The fashion world has lost one of its most respected artists, with the death this weekend of Richard Avedon. The renowned photographer died in a hospital in Texas after suffering a brain haemorrhage. He was 81 years old.
In the course of a career that spanned over 50 years, Avedon became one the world's most influential photographers. He broke all the rules laid down by his predecessor, Henri Cartier-Bresson, who felt that photographs should never be altered or manipulated in the darkroom. Instead the innovative newcomer would blur and distort his images, using complex retouching techniques to get the effect he wanted.
But Avedon is perhaps best-known for his stark, black-and-white portraits. His trademark was to set his subjects against a white background and use sharp focus, so that every line and imperfection in the skin became visible.
The technique was considered shocking in a time when reverence for celebrities was the norm. Indeed his 1957 portrait of the Duke and Duchess of Windsor outraged royalists, while his book Nothing Personal was criticised for showing stars as freaks and monsters. But the lensman himself insisted he was simply trying to represent the truth in his work.
From his early days taking pictures for identity cards, Avedon went on to become The New Yorker's first staff photographer, before working with Harper's Bazaar and Vogue. His body of work includes some of the most enduring images of stars like Marilyn Monroe, Audrey Hepburn and Jean Shrimpton.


What is expected:
Within the records that follow, find every line containing the string "caption". Copy those lines.

Given information:
■ ■ ■ ■ ■

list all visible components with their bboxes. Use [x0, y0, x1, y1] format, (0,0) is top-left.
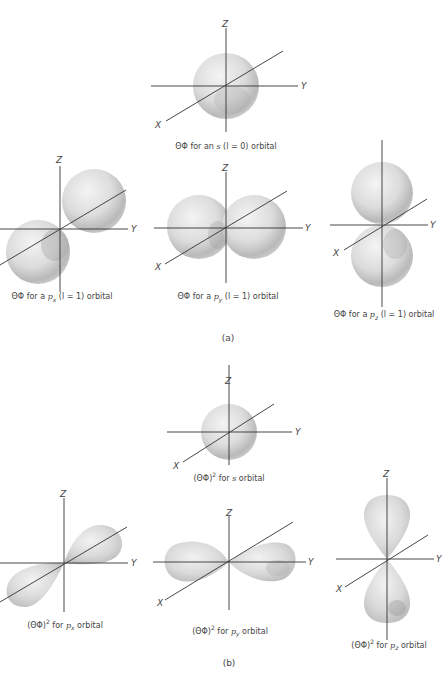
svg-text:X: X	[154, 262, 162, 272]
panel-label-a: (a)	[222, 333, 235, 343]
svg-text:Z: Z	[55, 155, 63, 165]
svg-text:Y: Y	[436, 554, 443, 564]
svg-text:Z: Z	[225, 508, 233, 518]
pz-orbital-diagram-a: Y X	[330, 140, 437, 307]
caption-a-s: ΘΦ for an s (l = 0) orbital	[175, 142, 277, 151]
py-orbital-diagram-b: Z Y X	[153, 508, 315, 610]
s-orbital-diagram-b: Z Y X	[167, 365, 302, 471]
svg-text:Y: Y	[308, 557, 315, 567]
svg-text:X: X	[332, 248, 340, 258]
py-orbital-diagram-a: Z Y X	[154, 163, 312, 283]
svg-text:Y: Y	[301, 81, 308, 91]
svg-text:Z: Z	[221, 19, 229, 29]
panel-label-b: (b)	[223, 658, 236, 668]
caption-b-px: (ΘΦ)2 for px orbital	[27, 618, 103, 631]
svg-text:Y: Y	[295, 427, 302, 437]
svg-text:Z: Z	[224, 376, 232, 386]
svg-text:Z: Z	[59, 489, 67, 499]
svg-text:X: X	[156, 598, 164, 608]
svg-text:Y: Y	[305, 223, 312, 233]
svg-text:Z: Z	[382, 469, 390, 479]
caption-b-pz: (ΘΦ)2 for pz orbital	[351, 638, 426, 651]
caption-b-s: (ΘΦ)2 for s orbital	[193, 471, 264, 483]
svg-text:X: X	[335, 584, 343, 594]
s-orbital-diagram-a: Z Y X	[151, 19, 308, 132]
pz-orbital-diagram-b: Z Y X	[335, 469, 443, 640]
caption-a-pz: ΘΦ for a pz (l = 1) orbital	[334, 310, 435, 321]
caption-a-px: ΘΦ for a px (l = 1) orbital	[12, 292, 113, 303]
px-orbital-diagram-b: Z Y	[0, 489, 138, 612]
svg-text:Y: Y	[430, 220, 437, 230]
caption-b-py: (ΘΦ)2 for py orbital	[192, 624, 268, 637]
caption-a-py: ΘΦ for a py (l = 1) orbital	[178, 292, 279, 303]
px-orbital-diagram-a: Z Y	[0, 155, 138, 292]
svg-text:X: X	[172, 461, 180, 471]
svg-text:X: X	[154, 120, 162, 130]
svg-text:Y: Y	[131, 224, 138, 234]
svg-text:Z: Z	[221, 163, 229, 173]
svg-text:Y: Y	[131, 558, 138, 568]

■ ■ ■ ■ ■

Task output:
caption-a-s: ΘΦ for an s (l = 0) orbital	[175, 142, 277, 151]
caption-b-px: (ΘΦ)2 for px orbital	[27, 618, 103, 631]
caption-b-pz: (ΘΦ)2 for pz orbital	[351, 638, 426, 651]
caption-b-s: (ΘΦ)2 for s orbital	[193, 471, 264, 483]
caption-a-pz: ΘΦ for a pz (l = 1) orbital	[334, 310, 435, 321]
caption-a-px: ΘΦ for a px (l = 1) orbital	[12, 292, 113, 303]
caption-b-py: (ΘΦ)2 for py orbital	[192, 624, 268, 637]
caption-a-py: ΘΦ for a py (l = 1) orbital	[178, 292, 279, 303]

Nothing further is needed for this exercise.